On April 26, Miller received a
hero’s welcome in the Sunflower State. During a halftime ceremony at
the Kansas State University annual football spring scrimmage, Miller thanked
“everybody for all the support they have given me” and urged the
more than 12,000 spectators not to forget the troops still in Iraq plus “those
who died for what we have.”
“This is why we live in the
greatest country in the world,” Miller said in his first public appearance
in Kansas since arriving home. On April 29, Miller told Kansas legislators
he appreciated the prayers said for him during his captivity.
On May 4, the Millers sat in the
front row at the Olivet Baptist Church morning worship service in Wichita.
In a sermon overflowing with thankfulness, Pracht repeatedly reminded Miller
and the congregation of God’s hand in his release.
“We realize it
was only by God’s providence that Pat was protected because
nine of his fellow soldiers were killed in that fight,”
Pracht told Today’s Pentecostal Evangel. “We
can’t figure it out from a human standpoint, but we are
grateful that God protected our friend Pat.”
Hometown rally surprise
On May 10, Massey, with input from the trio of Miller’s football buddies,
Kern, Requa and Rusty Callahan, coordinated a public parade and homecoming
rally for Miller as a way to bring closure to the emotional outpouring the
community had experienced. “It was important to pray and to thank God
that He had answered our prayers,” Massey says.
Massey opened the rally with a
reminder: “When we last prayed together I said we would look forward
to the day we would celebrate Pat Miller’s return,” Massey said.
“I welcome you to that day.”
Kern, Requa and Callahan presented
a plaque to Miller thanking the private for his sacrificial service. “Everybody
has a hero,” Kern says. “My hero is somebody I get to talk to
all the time.”
Although Miller protested vociferously,
Massey — with encouragement from the crowd of 2,000 people — convinced
the returned POW to join his three high school buddies on stage for a rendition
of country music star Toby Keith’s “Courtesy of the Red, White
& Blue.” Miller had repeatedly sung the patriotic tune, subtitled
“The Angry American,” to his Iraqi captors.
Massey halted the tune in the first
line, saying, “I think it would be better if we got someone who knows
how to sing it.”
Miller watched incredulously as
Keith emerged from the crowd and strode up to the platform to sing the popular
song. The crowd roared whenever Keith stepped back and let Miller sing a few
lines in the song. Miller blinked back tears.

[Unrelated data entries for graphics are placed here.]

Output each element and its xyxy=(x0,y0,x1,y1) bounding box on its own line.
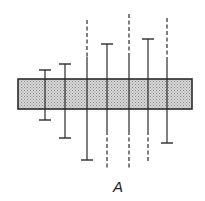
figure-label: A xyxy=(112,178,123,195)
line-intercept-diagram: A xyxy=(0,0,205,201)
shaded-band xyxy=(18,79,192,109)
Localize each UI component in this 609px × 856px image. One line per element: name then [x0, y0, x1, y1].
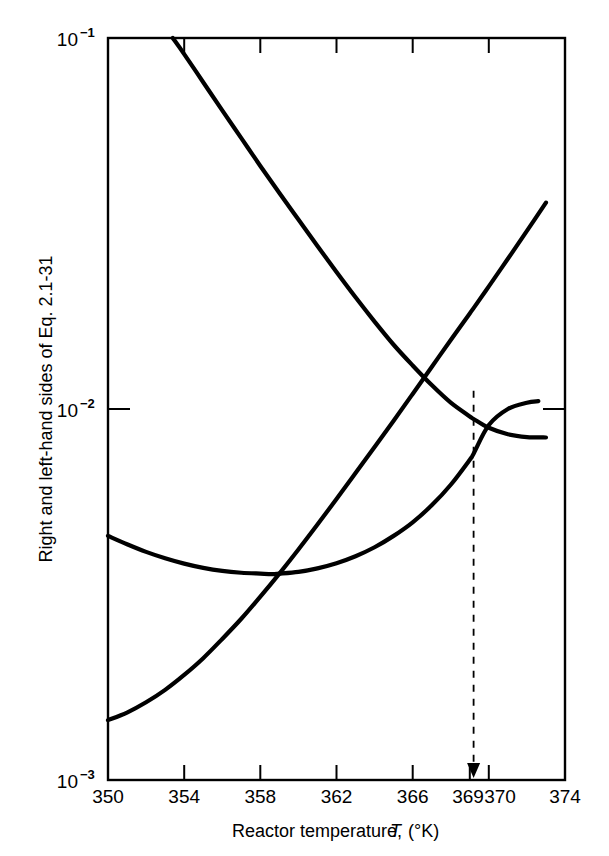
x-axis-title-lead: Reactor temperature,	[232, 821, 402, 841]
curve-left-hand-side	[108, 203, 546, 721]
x-tick-label-1: 354	[168, 786, 200, 807]
x-tick-label-3: 362	[321, 786, 353, 807]
x-tick-marks-top	[184, 38, 489, 53]
plot-frame	[108, 38, 565, 780]
y-tick-exp-1e-3: −3	[80, 767, 95, 782]
y-tick-label-1e-2: 10 −2	[57, 396, 95, 421]
y-tick-label-1e-1: 10 −1	[57, 25, 95, 50]
x-axis-title: Reactor temperature, T (°K)	[232, 821, 439, 841]
curve-right-hand-side	[173, 38, 546, 437]
y-tick-labels: 10 −1 10 −2 10 −3	[57, 25, 95, 792]
x-tick-label-0: 350	[92, 786, 124, 807]
y-axis-title: Right and left-hand sides of Eq. 2.1-31	[36, 255, 56, 562]
x-tick-label-4: 366	[397, 786, 429, 807]
chart-canvas: 350 354 358 362 366 369 370 374 10 −1 10…	[0, 0, 609, 856]
x-tick-label-5: 369	[452, 786, 484, 807]
y-tick-label-1e-3: 10 −3	[57, 767, 95, 792]
data-curves	[108, 38, 546, 720]
y-tick-base-1e-2: 10	[57, 400, 78, 421]
x-tick-labels: 350 354 358 362 366 369 370 374	[92, 786, 581, 807]
x-tick-label-2: 358	[244, 786, 276, 807]
x-axis-title-units: (°K)	[408, 821, 439, 841]
x-tick-label-7: 374	[549, 786, 581, 807]
y-tick-exp-1e-1: −1	[80, 25, 95, 40]
y-tick-base-1e-1: 10	[57, 29, 78, 50]
x-tick-marks	[108, 765, 565, 780]
y-tick-exp-1e-2: −2	[80, 396, 95, 411]
x-tick-label-6: 370	[484, 786, 516, 807]
figure-root: 350 354 358 362 366 369 370 374 10 −1 10…	[0, 0, 609, 856]
y-tick-base-1e-3: 10	[57, 771, 78, 792]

Massey and a handful of others
had kept Keith’s appearance a surprise. Keith drove three hours from
his Oklahoma City-area home for the event. Afterward, Keith presented Miller
with the red, white and blue guitar he had played.

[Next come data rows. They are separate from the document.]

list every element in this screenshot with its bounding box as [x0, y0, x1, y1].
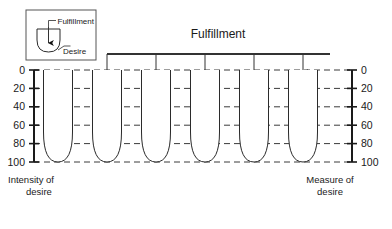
- left-axis-caption-line1: Intensity of: [8, 174, 54, 185]
- vessel-5: [237, 70, 271, 166]
- right-tick-label-40: 40: [361, 100, 373, 112]
- vessel-4: [188, 70, 222, 166]
- left-tick-label-0: 0: [19, 64, 25, 76]
- right-tick-label-20: 20: [361, 82, 373, 94]
- left-tick-label-60: 60: [13, 119, 25, 131]
- vessel-4-outline: [191, 70, 220, 162]
- left-axis-caption-line2: desire: [26, 186, 52, 197]
- vessel-5-outline: [240, 70, 269, 162]
- vessel-1: [44, 70, 73, 162]
- fulfillment-diagram: Fulfillment Desire Fulfillment: [0, 0, 392, 229]
- right-tick-label-0: 0: [361, 64, 367, 76]
- right-tick-label-80: 80: [361, 137, 373, 149]
- vessel-2: [90, 70, 124, 166]
- right-axis-caption-line2: desire: [317, 186, 343, 197]
- vessel-3-outline: [142, 70, 171, 162]
- vessel-6-outline: [289, 70, 318, 162]
- left-tick-label-100: 100: [7, 156, 25, 168]
- right-tick-label-100: 100: [361, 156, 379, 168]
- vessel-2-outline: [93, 70, 122, 162]
- vessel-3: [139, 70, 173, 166]
- vessel-6: [286, 70, 320, 166]
- chart-title: Fulfillment: [191, 27, 246, 41]
- left-tick-label-80: 80: [13, 137, 25, 149]
- left-tick-label-20: 20: [13, 82, 25, 94]
- legend-fulfillment-label: Fulfillment: [58, 17, 95, 26]
- vessel-1-outline: [44, 70, 73, 162]
- legend-key: Fulfillment Desire: [26, 10, 96, 60]
- legend-desire-label: Desire: [63, 47, 87, 56]
- left-tick-label-40: 40: [13, 100, 25, 112]
- right-tick-label-60: 60: [361, 119, 373, 131]
- diagram-canvas: Fulfillment Desire Fulfillment: [0, 0, 392, 229]
- right-axis-caption-line1: Measure of: [306, 174, 354, 185]
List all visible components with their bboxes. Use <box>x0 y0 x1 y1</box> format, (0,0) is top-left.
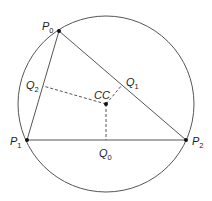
circumcircle-diagram: P0 P1 P2 CC Q0 Q1 Q2 <box>0 0 212 201</box>
point-cc <box>104 102 108 106</box>
edge-p0-p2 <box>59 31 186 140</box>
label-q2: Q2 <box>26 79 39 94</box>
label-cc: CC <box>94 89 110 101</box>
label-p0: P0 <box>42 20 54 35</box>
label-q1: Q1 <box>126 76 139 91</box>
label-p2: P2 <box>192 135 204 150</box>
label-q0: Q0 <box>99 147 112 162</box>
point-p0 <box>57 29 61 33</box>
point-p2 <box>184 138 188 142</box>
point-p1 <box>25 138 29 142</box>
label-p1: P1 <box>10 135 22 150</box>
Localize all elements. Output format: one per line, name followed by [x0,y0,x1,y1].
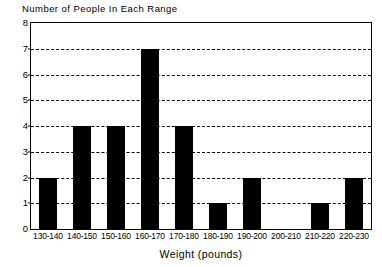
bar [243,178,261,230]
bar-slot [269,23,303,229]
y-tick-label: 8 [23,18,28,28]
bar [107,126,125,229]
plot-area: 012345678 130-140140-150150-160160-17017… [30,22,372,230]
bar-slot [303,23,337,229]
bar [73,126,91,229]
x-tick-label: 200-210 [271,232,301,241]
y-tick-label: 0 [23,224,28,234]
x-tick-label: 180-190 [203,232,233,241]
x-tick-label: 150-160 [101,232,131,241]
bar-slot [133,23,167,229]
bar [141,49,159,229]
chart-title: Number of People In Each Range [22,3,178,14]
bar-slot [99,23,133,229]
bar [311,203,329,229]
x-tick-label: 130-140 [33,232,63,241]
bar-slot [167,23,201,229]
bar [345,178,363,230]
histogram-chart: Number of People In Each Range 012345678… [0,0,382,267]
bars-group [31,23,371,229]
bar [209,203,227,229]
bar-slot [31,23,65,229]
bar-slot [337,23,371,229]
bar-slot [201,23,235,229]
bar-slot [65,23,99,229]
x-tick-label: 220-230 [339,232,369,241]
bar-slot [235,23,269,229]
bar [175,126,193,229]
bar [39,178,57,230]
x-tick-label: 160-170 [135,232,165,241]
x-tick-label: 140-150 [67,232,97,241]
x-axis-title: Weight (pounds) [30,248,372,260]
x-tick-label: 210-220 [305,232,335,241]
x-tick-label: 170-180 [169,232,199,241]
x-tick-label: 190-200 [237,232,267,241]
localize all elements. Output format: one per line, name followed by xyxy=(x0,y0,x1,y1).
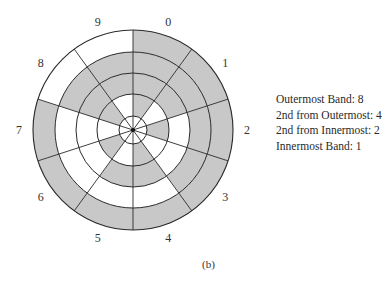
sector-label-2: 2 xyxy=(244,123,250,137)
binary-coded-disk: 0123456789 xyxy=(0,0,270,284)
sector-label-1: 1 xyxy=(222,56,228,70)
center-dot xyxy=(131,128,135,132)
sector-label-7: 7 xyxy=(16,123,22,137)
sector-label-9: 9 xyxy=(95,15,101,29)
sector-7-band-4 xyxy=(55,106,79,154)
sector-2-band-4 xyxy=(187,106,211,154)
sector-label-6: 6 xyxy=(38,190,44,204)
legend-second-from-outermost: 2nd from Outermost: 4 xyxy=(276,108,382,124)
sector-label-0: 0 xyxy=(165,15,171,29)
sector-label-3: 3 xyxy=(222,190,228,204)
sector-label-4: 4 xyxy=(165,231,171,245)
band-weight-legend: Outermost Band: 8 2nd from Outermost: 4 … xyxy=(276,92,382,154)
legend-innermost-band: Innermost Band: 1 xyxy=(276,139,382,155)
legend-outermost-band: Outermost Band: 8 xyxy=(276,92,382,108)
sector-label-8: 8 xyxy=(38,56,44,70)
legend-second-from-innermost: 2nd from Innermost: 2 xyxy=(276,123,382,139)
figure-caption: (b) xyxy=(202,258,215,270)
sector-label-5: 5 xyxy=(95,231,101,245)
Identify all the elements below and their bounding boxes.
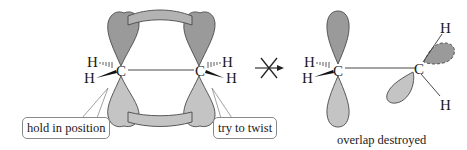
hold-in-position-callout: hold in position <box>22 117 110 139</box>
atom-c-left-2: C <box>333 63 343 79</box>
atom-c-left: C <box>116 63 126 79</box>
atom-h-right-bottom: H <box>226 70 237 86</box>
left-wedge-bond <box>96 70 117 78</box>
right-struct-left-c-bottom-lobe <box>327 76 349 127</box>
right-hashed-bond <box>208 62 220 68</box>
atom-h-right-bottom-2: H <box>440 97 451 113</box>
right-structure: H H C C H H overlap destroyed <box>302 11 455 147</box>
crossed-reaction-arrow <box>255 58 284 78</box>
hold-in-position-label: hold in position <box>27 121 105 135</box>
diagram-canvas: H H C C H H <box>0 0 467 150</box>
atom-c-right: C <box>195 63 205 79</box>
left-hashed-bond <box>100 62 112 68</box>
right-struct-bond-h-bottom <box>421 74 440 96</box>
atom-h-left-bottom-2: H <box>302 70 313 86</box>
atom-h-left-bottom: H <box>84 70 95 86</box>
right-struct-hashed-bond <box>317 62 329 68</box>
right-struct-wedge-bond <box>314 70 334 77</box>
right-struct-right-c-front-lobe <box>387 72 414 103</box>
overlap-destroyed-caption: overlap destroyed <box>337 133 427 147</box>
atom-h-right-top-2: H <box>440 20 451 36</box>
try-to-twist-callout: try to twist <box>213 117 277 139</box>
atom-h-left-top: H <box>87 54 98 70</box>
atom-c-right-2: C <box>414 61 424 77</box>
hold-callout-pointer <box>82 88 108 118</box>
bottom-pi-overlap-band <box>128 112 192 127</box>
right-struct-left-c-top-lobe <box>327 11 349 64</box>
atom-h-left-top-2: H <box>304 54 315 70</box>
atom-h-right-top: H <box>222 54 233 70</box>
try-to-twist-label: try to twist <box>218 121 272 135</box>
right-wedge-bond <box>205 70 224 78</box>
left-structure: H H C C H H <box>82 10 237 127</box>
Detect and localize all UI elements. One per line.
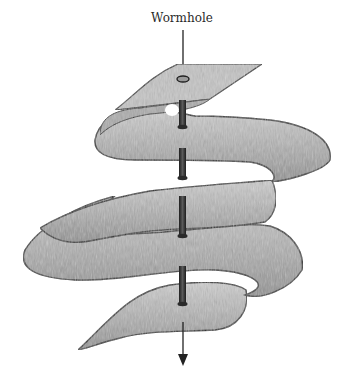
tube-segment-3: [179, 196, 186, 236]
tube-segment-4: [179, 266, 186, 304]
gap-highlight: [165, 104, 179, 116]
wormhole-mouth: [177, 76, 189, 82]
tube-segment-2: [179, 148, 186, 178]
tube-segment-1: [179, 100, 186, 128]
sheet-bottom: [78, 282, 247, 350]
arrow-down-icon: [178, 354, 188, 366]
helix-diagram: [0, 0, 350, 383]
sheet-upper-loop: [95, 109, 330, 182]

At the celebration, Miller again
asked the crowd to remember the troops still in Iraq.
“We still have people fighting;
people are still going over there,” he said. “Some will come home,
some might not come home. We don’t know yet. So please keep them in
your thoughts.”
Later in May, the crowd at the
Country Music Awards in Las Vegas cheered Miller and two other POWs invited
on stage. Keith won entertainer of the year at the show.
Faith for the future
The Millers returned to Fort Bliss on May 19 after a 30-day convalescence
leave. Yet
the ordeal has had a lasting influence in bolstering the faith
of many in his hometown, including two of Miller’s best
friends. Kern and his mother began coming to Valley Center Assembly
of God services during Miller’s captivity. Requa, along
with his parents and sister, also has started to attend regularly.
Kern credits Massey’s confidence and optimism with helping
him cope during the crisis.
“When your prayers are answered
in a big miracle way like that it really helped me become more of a believer
that Someone is listening,” Kern says.
Pracht believes the POW’s
release will continue to have an impact wherever Miller goes.
“I told Pat that God protected
him for a reason,” Pracht says. “God has a plan for
Pat’s life and He wants to use Pat to tell others about
how good He is.”
John
W. Kennedy is news editor for Today’s Pentecostal Evangel.
The Associated Press contributed to this report.